In Moore these tensions produce delight, a breathtaking awe. When you finish one of her poems, nothing is left.  

In Watten's Progress, or Silliman's Ketjak, the pleasure of the text is incidental. Negation,* as a quality of ironic abandonment, is the dominant emotional undercurrent. Intersections of event and syntactic accident are treated as gratuitous, as if the poem were discovering connections accidentally. The lack of an evident permission to treat materials as if the world made sense, like the alienation of the possessed (Dostoevsky). It's a little like listening to an atonal opera inside a medieval cathedral: The form of the space as an ordination, the elastic flow of the sound a complex concatenation of discordant echoes; the mapped graph of those irremedial refractions.
 
*Negation, at least as Watten has defined it in several places:  Meaning a contrast to a prevailing mode--i.e., individuality, originality, difference, contrast, resistance, opposition, etc.   
 
[End Part One] 

5 comments:

  1. This comment has been removed by the author.

    ReplyDelete
  2. Have you ever tried to make a poem like Moore's complex syllabic structures?
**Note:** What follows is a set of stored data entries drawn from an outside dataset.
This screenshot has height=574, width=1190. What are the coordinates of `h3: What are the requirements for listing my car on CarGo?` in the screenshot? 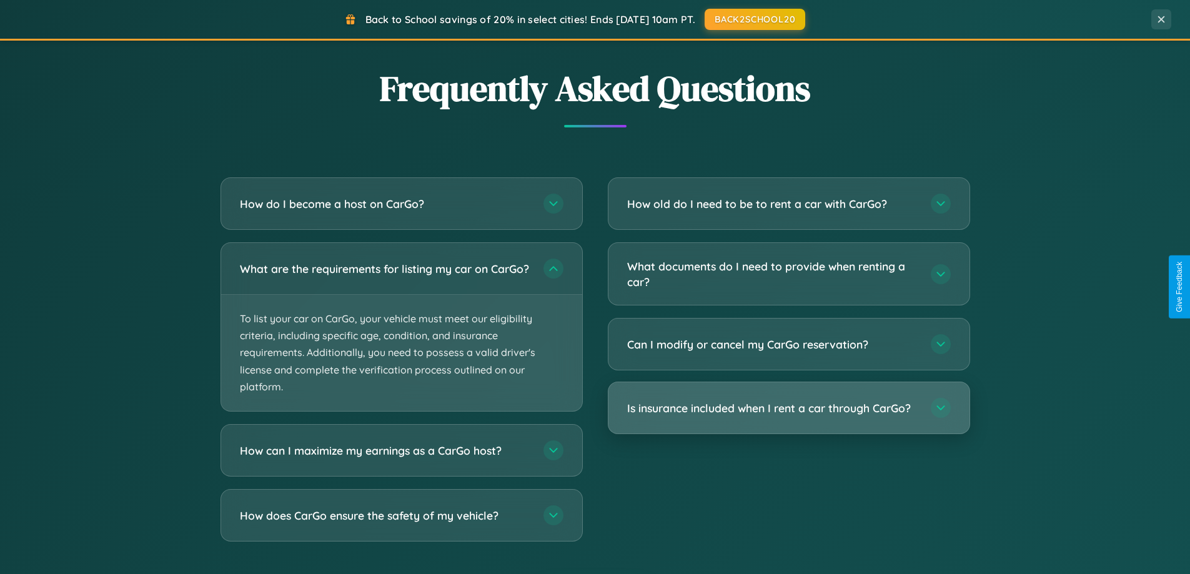 It's located at (385, 269).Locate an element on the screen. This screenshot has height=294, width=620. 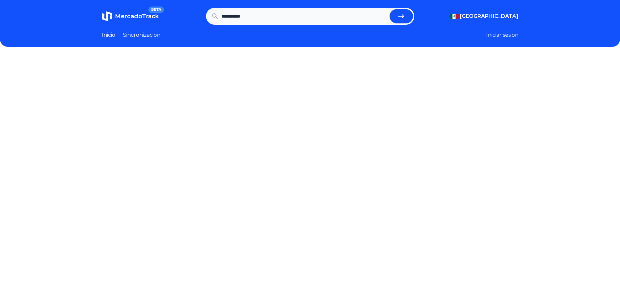
a: Inicio is located at coordinates (108, 35).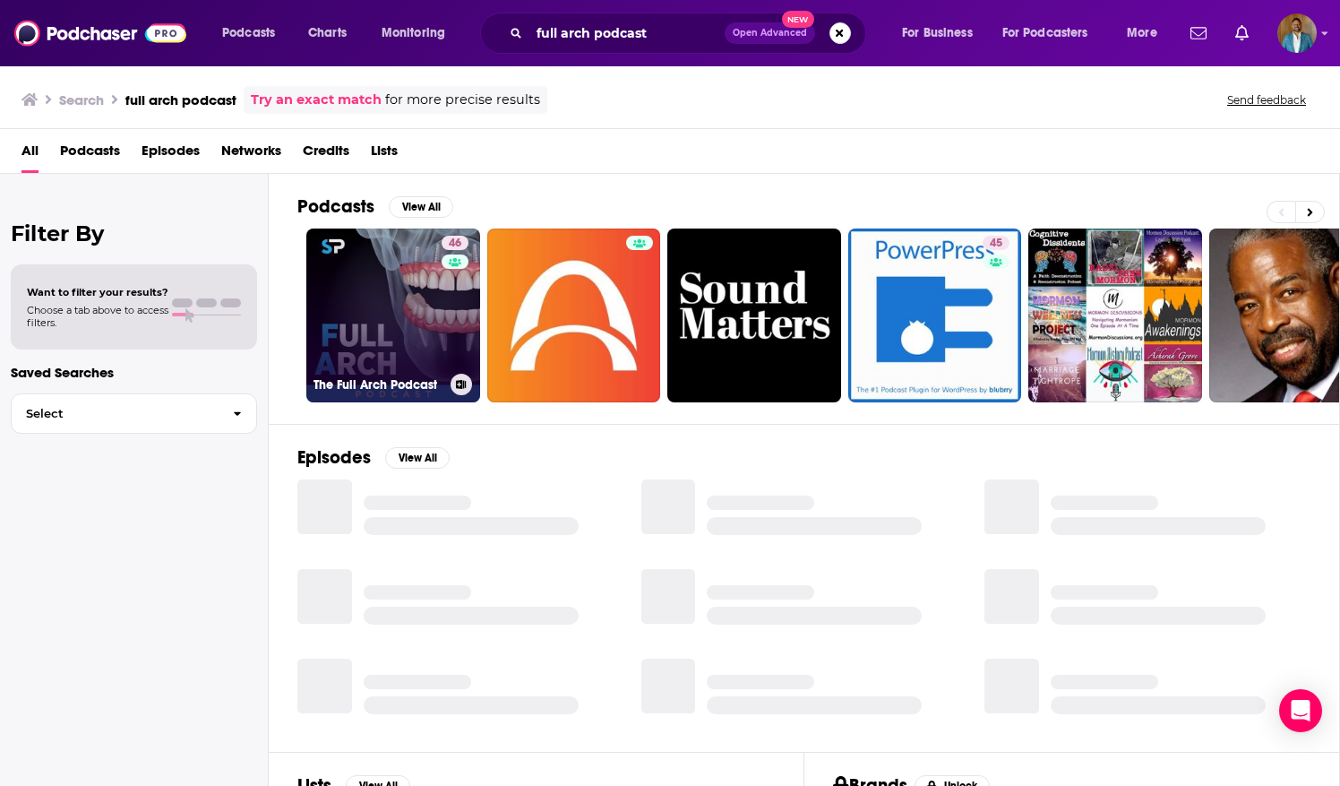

    Superficially, it looks easy. Parodic imitations are seductive.

    But Moore's taxonomic quality of definition, of an ordered formality which is "inevitable" (while not being predictable) isn't bought cheaply. You have to know your subject inside and out, and then you have to be INspired to realize it inside these arbitrary shapes and measures.

    I sometimes wonder what kind of poet she might have been in mid-19th Century. Like Dickinson?

    ReplyDelete
  3. This comment has been removed by the author.

    ReplyDelete
  4. Moore's difference isn't in degree of difficulty. I didn't say that. Her difference is in making up eccentric structures which are quite as demanding as any "traditional" ones.

    Pound is obviously a prosodic master, able to adapt his gift to a wide variety of models. But he wasn't an inventor of forms. At least not in the way Moore was. There's a sense of arbitrariness of Moore's poems, which is partly their strength and modernity.

    ReplyDelete
  5. "But he wasn't an inventor of forms. "

    Hmm. If you mean not an inventor of arbitrary forms, ok. Otherwise, no.

    I think it was this paragraph that got me:

    "Whereas Eliot, Williams, Pound, and Stevens wrote an augmented free verse line based on the dramatic potentials of a liberated voice, Moore turned instead to strict, eccentric, forms as rigid, and frequently difficult of execution, as anything before in history."